Pages

April 9, 2008

Why are the Insured Crowding ERs?

Emergency departments (EDs) are almost always overcrowded and a new study sheds some light on the who, the how and the why. The increased number of visits from the mid '90s to now are in fact coming from insured patients who have access to a usual source of care (PCPs)! Visits by the uninsured, who would normally be considered the more likely culprits, have actually stayed stable in the past decade.

This is really important on the policy end, considering universal health care (if enacted) may exacerbate, not reduce the ED overcrowding problem. Also, if the uninsured aren't the main concern behind this issue, safety net funding for bad debt may take a hit.

But back to why the insured might be responsible for more visits in the ED. The authors say the
"increase in ED use may be attributable to lack of ready access to primary care and other structural problems in the health care system."
Structural problems such as long waiting times for appointments, lack of relevant patient info such as medications and prior medical/surgical history, sub-par diagnostic and treatment capabilities, and poor post-visit communication between patient and their PCP. This is really disconcerting since EDs are being filled up with patients who have minor complaints or illnesses, thereby diluting triage meant to prioritize those with urgent needs.

Looks like there's a lot of work cut out for all of us in health care.

EDIT: In regards to Di G.'s comment about clarifying how insured patient's actually wind up in the ED, here's one elaboration. Say you're experiencing horrible stomach pain and your PCP is out of town. You go to another doc to get a referral for a GI specialist. The new doc has no history of your prior history of bulimia or the gall bladder operation you had a couple years back and now neither does the GI guy. The GI doc, unaware of the lack of your medical information, sees you and when you're prompted to provide information about the meds you're on, you have no idea and start listing the colors of the rainbow you see every morning in your pill box. Your prior history is incomplete, you don't know what meds you're really on, and you're pretty high on the pain scale. You're an easy triage to the emergency department regardless of who sees you. But in the ED, the triage nurse will most likely put you towards the bottom of the list after the gun shot wounds and car accident patients. Hence, the 4 hour wait.

Electronic records are just one part of the solution. More importantly the flow of information from one site to another is the key to making this all work. The VA does it well, but most other clinics use different vendors that don't talk to each other.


* _DESCRIPTION OF THE TASK_
This task calls for copying every line in the data below that contains the word "Image".

* _EXERCISE MATERIALS_
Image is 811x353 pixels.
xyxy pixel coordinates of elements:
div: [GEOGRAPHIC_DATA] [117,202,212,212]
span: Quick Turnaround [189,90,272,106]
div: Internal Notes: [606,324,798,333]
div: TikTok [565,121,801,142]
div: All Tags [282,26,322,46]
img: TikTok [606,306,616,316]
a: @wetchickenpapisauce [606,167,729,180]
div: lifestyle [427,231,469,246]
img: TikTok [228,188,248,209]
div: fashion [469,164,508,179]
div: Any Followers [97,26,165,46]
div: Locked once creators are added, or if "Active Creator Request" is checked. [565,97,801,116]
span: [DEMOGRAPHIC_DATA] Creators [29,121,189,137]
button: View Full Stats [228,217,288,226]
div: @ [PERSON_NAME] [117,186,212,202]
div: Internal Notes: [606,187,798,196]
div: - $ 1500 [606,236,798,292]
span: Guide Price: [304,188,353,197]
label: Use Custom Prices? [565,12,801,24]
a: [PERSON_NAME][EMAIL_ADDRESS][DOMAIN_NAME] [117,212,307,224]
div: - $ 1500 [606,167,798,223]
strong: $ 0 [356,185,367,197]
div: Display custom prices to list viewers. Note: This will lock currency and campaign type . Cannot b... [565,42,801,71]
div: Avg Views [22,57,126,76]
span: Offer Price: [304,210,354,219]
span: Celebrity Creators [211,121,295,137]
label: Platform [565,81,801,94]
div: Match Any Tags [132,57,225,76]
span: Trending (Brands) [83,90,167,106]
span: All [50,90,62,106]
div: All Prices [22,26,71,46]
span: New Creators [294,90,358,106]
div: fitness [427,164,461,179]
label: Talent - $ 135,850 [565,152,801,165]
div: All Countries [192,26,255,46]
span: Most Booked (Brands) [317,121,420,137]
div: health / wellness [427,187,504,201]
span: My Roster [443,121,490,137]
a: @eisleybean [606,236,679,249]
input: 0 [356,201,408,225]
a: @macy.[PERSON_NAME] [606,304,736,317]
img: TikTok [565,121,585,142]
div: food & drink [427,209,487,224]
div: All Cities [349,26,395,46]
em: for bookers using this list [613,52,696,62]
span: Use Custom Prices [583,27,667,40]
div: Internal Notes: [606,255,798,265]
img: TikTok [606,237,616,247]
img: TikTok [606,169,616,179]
--
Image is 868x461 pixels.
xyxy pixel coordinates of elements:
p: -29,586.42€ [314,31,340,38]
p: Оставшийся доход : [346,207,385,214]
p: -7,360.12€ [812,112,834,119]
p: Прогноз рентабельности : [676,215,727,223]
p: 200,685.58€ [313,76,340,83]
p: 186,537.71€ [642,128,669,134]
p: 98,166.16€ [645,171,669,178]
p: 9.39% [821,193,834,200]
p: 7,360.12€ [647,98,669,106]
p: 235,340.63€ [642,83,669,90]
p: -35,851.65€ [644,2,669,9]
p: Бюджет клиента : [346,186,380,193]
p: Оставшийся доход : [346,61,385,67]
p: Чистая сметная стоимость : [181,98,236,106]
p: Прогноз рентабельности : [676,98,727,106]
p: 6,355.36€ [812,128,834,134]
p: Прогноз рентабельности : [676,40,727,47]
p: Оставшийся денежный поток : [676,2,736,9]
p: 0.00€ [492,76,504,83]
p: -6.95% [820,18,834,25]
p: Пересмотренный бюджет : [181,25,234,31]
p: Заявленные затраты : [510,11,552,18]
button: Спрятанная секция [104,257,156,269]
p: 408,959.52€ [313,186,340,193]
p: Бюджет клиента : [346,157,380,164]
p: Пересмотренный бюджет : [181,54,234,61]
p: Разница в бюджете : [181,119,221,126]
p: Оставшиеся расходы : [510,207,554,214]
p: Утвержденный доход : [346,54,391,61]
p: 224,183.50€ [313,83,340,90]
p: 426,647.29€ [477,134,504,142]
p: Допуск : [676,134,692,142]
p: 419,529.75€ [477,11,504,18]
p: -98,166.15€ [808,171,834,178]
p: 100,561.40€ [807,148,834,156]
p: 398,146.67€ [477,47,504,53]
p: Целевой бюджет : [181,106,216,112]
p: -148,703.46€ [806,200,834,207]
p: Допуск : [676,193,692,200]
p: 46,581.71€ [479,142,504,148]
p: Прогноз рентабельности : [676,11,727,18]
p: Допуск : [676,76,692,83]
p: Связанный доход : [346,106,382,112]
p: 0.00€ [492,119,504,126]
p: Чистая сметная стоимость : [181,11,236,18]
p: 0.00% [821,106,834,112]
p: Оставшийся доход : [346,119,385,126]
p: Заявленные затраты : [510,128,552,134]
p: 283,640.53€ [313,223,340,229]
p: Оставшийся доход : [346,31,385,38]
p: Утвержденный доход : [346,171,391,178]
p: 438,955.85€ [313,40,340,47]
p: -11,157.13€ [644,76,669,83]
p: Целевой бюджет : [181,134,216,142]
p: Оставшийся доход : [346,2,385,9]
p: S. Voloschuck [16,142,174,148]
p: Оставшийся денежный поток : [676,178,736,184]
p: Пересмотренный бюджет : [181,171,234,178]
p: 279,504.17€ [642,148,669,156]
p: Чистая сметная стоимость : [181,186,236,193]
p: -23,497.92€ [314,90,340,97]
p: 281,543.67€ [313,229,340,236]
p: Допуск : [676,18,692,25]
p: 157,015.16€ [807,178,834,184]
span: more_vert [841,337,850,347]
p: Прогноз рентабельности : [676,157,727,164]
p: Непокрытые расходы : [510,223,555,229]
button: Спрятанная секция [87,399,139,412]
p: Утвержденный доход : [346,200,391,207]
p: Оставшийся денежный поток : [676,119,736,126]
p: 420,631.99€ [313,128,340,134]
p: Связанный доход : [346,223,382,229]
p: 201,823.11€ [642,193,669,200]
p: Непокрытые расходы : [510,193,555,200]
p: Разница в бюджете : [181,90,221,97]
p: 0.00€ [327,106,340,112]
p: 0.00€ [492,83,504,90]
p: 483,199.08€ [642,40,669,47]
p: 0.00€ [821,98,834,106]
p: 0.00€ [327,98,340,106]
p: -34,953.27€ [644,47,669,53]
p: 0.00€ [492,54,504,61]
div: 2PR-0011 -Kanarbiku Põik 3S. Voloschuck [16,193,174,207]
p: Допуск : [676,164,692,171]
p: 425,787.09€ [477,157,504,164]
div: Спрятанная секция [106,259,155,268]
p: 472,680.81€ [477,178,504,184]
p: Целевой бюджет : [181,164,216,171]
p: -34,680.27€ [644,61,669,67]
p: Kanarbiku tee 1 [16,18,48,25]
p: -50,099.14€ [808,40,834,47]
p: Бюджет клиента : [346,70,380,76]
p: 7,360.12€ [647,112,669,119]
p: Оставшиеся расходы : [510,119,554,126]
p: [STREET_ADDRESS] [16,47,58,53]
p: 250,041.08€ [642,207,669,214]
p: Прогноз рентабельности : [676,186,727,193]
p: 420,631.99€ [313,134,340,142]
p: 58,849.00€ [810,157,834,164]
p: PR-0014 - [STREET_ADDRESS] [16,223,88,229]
...
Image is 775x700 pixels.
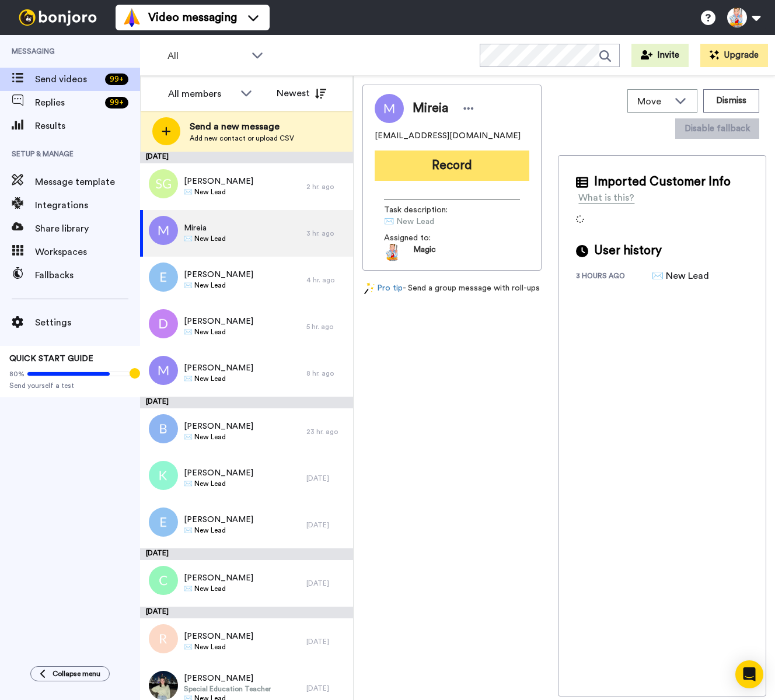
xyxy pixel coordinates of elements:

* _REPLY_
Image is 811x353 pixels.
Image is 868x461 pixels.
Image is 775x700 pixels.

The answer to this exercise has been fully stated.